Once you have read the listing, retype all of it exactly.
↓
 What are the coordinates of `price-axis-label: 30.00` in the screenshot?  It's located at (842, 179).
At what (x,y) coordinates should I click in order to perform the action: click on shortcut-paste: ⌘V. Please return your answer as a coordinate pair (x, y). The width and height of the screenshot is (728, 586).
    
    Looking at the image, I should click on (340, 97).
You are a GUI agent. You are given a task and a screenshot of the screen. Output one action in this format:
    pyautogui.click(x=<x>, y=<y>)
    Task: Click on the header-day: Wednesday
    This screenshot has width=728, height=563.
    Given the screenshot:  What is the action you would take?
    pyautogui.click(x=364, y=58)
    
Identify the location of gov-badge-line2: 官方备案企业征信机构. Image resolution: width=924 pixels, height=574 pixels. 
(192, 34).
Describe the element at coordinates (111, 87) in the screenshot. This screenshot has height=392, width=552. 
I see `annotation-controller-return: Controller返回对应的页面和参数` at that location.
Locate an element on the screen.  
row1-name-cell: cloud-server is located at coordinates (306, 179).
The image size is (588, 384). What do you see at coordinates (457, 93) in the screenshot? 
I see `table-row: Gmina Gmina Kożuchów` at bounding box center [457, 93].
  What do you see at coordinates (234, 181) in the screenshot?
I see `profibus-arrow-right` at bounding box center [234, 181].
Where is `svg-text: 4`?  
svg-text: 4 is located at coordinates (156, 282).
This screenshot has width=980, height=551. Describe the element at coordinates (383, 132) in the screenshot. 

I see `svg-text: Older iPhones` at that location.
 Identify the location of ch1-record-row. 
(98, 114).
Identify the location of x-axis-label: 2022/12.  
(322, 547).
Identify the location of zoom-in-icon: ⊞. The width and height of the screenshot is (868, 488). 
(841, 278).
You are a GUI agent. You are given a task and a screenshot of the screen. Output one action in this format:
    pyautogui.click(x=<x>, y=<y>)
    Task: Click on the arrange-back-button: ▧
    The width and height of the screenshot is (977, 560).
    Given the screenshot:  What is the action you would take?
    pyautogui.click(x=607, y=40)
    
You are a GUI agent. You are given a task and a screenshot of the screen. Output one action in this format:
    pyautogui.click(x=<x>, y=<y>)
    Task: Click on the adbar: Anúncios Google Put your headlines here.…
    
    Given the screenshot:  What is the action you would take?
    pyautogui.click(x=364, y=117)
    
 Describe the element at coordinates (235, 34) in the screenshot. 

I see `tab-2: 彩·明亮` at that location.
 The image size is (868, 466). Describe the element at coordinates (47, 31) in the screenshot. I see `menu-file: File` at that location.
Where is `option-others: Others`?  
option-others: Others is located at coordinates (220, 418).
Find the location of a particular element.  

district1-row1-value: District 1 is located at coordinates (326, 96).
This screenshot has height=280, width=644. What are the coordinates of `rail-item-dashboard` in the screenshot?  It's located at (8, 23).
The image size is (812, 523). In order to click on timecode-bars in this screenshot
↑
Problem solution:
 What are the coordinates of `price-axis-label: 30.00` in the screenshot?  It's located at (842, 179).
At what (x,y) coordinates should I click in order to perform the action: click on shortcut-paste: ⌘V. Please return your answer as a coordinate pair (x, y). The width and height of the screenshot is (728, 586).
    
    Looking at the image, I should click on (340, 97).
You are a GUI agent. You are given a task and a screenshot of the screen. Output one action in this format:
    pyautogui.click(x=<x>, y=<y>)
    Task: Click on the header-day: Wednesday
    This screenshot has width=728, height=563.
    Given the screenshot:  What is the action you would take?
    pyautogui.click(x=364, y=58)
    
Identify the location of gov-badge-line2: 官方备案企业征信机构. Image resolution: width=924 pixels, height=574 pixels. 
(192, 34).
Describe the element at coordinates (111, 87) in the screenshot. This screenshot has height=392, width=552. 
I see `annotation-controller-return: Controller返回对应的页面和参数` at that location.
Locate an element on the screen.  
row1-name-cell: cloud-server is located at coordinates (306, 179).
The image size is (588, 384). What do you see at coordinates (457, 93) in the screenshot? 
I see `table-row: Gmina Gmina Kożuchów` at bounding box center [457, 93].
  What do you see at coordinates (234, 181) in the screenshot?
I see `profibus-arrow-right` at bounding box center [234, 181].
Where is `svg-text: 4`?  
svg-text: 4 is located at coordinates (156, 282).
This screenshot has width=980, height=551. Describe the element at coordinates (383, 132) in the screenshot. 

I see `svg-text: Older iPhones` at that location.
 Identify the location of ch1-record-row. 
(98, 114).
Identify the location of x-axis-label: 2022/12.  
(322, 547).
Identify the location of zoom-in-icon: ⊞. The width and height of the screenshot is (868, 488). 
(841, 278).
You are a GUI agent. You are given a task and a screenshot of the screen. Output one action in this format:
    pyautogui.click(x=<x>, y=<y>)
    Task: Click on the arrange-back-button: ▧
    The width and height of the screenshot is (977, 560).
    Given the screenshot:  What is the action you would take?
    pyautogui.click(x=607, y=40)
    
You are a GUI agent. You are given a task and a screenshot of the screen. Output one action in this format:
    pyautogui.click(x=<x>, y=<y>)
    Task: Click on the adbar: Anúncios Google Put your headlines here.…
    
    Given the screenshot:  What is the action you would take?
    pyautogui.click(x=364, y=117)
    
 Describe the element at coordinates (235, 34) in the screenshot. 

I see `tab-2: 彩·明亮` at that location.
 The image size is (868, 466). Describe the element at coordinates (47, 31) in the screenshot. I see `menu-file: File` at that location.
Where is `option-others: Others`?  
option-others: Others is located at coordinates (220, 418).
Find the location of a particular element.  

district1-row1-value: District 1 is located at coordinates (326, 96).
This screenshot has height=280, width=644. What are the coordinates of `rail-item-dashboard` in the screenshot?  It's located at (8, 23).
The image size is (812, 523). In order to click on timecode-bars in this screenshot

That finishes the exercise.